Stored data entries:
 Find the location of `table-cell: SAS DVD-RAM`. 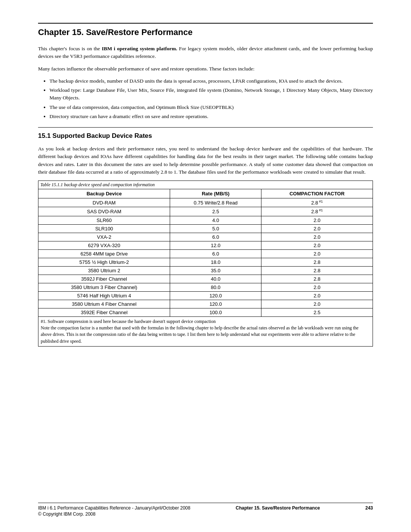

table-cell: SAS DVD-RAM is located at coordinates (104, 212).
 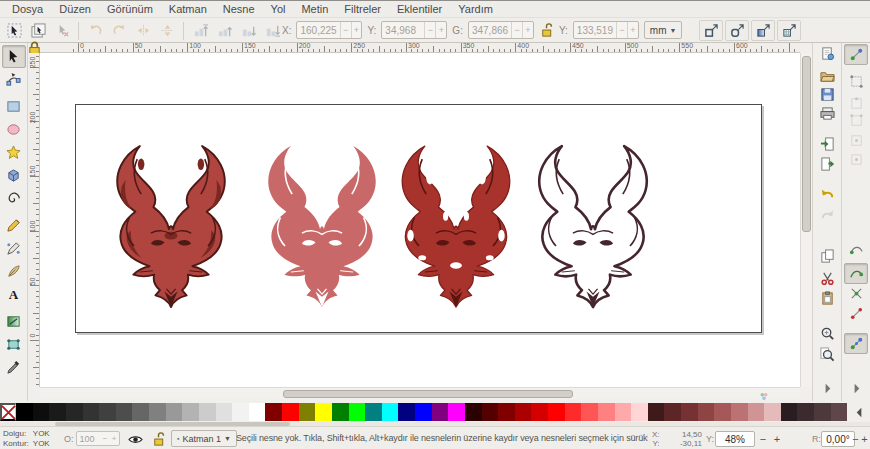 I want to click on menu-filters: Filtreler, so click(x=362, y=9).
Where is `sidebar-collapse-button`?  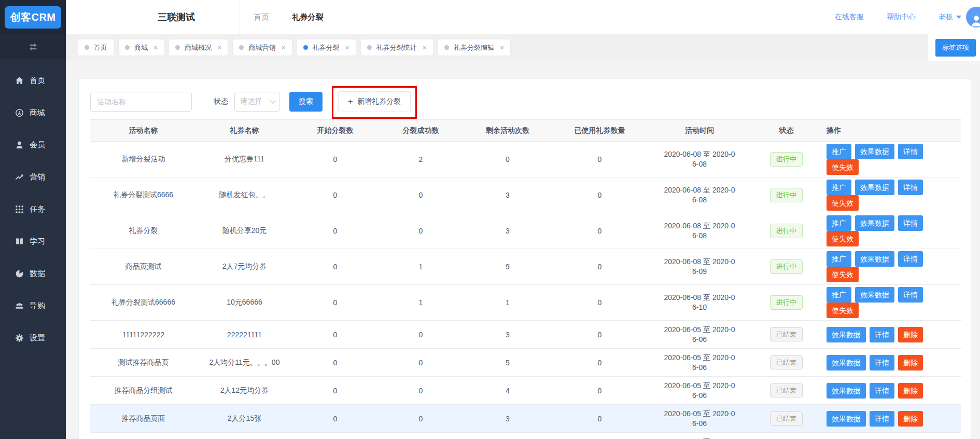
sidebar-collapse-button is located at coordinates (33, 47).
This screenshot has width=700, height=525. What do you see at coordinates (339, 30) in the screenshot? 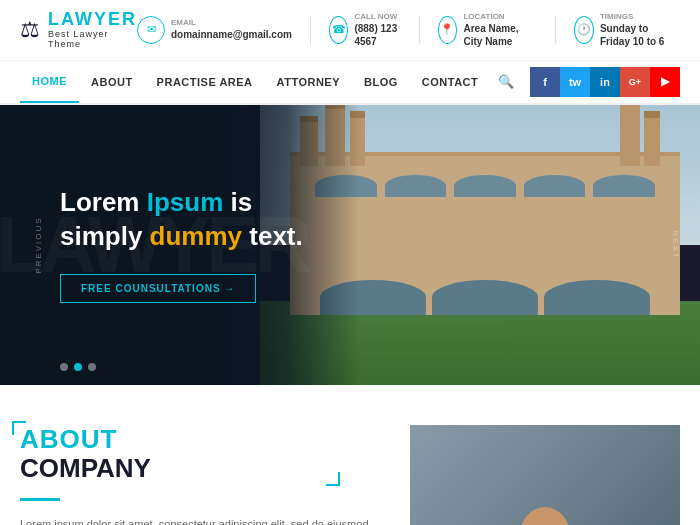
I see `phone-icon: ☎` at bounding box center [339, 30].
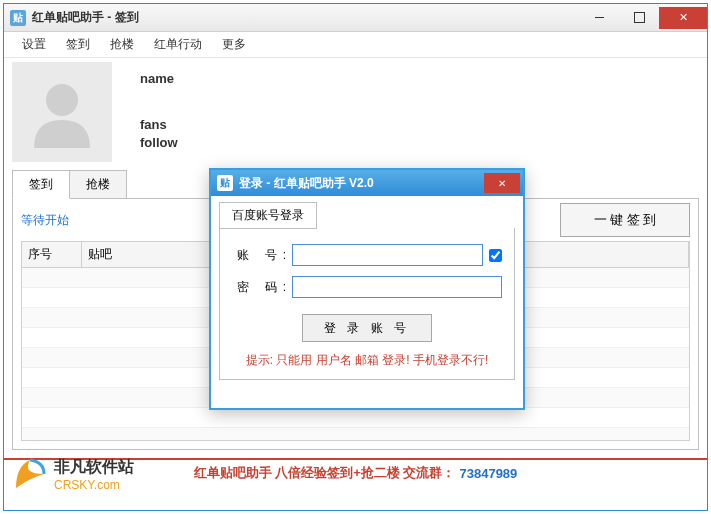 The width and height of the screenshot is (711, 514). I want to click on dialog-titlebar: 贴 登录 - 红单贴吧助手 V2.0, so click(367, 183).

- [Assignment] The records above need to be printed in full and exactly, without any of the pictures.

- [Your solution]
 Find the location of `table-cell: SAS DVD-RAM`. 

table-cell: SAS DVD-RAM is located at coordinates (104, 212).
  I want to click on menu-filters: Filtreler, so click(x=362, y=9).
Where is `sidebar-collapse-button`?  
sidebar-collapse-button is located at coordinates (33, 47).
This screenshot has width=700, height=525. What do you see at coordinates (339, 30) in the screenshot? 
I see `phone-icon: ☎` at bounding box center [339, 30].
 The width and height of the screenshot is (711, 514). I want to click on dialog-titlebar: 贴 登录 - 红单贴吧助手 V2.0, so click(367, 183).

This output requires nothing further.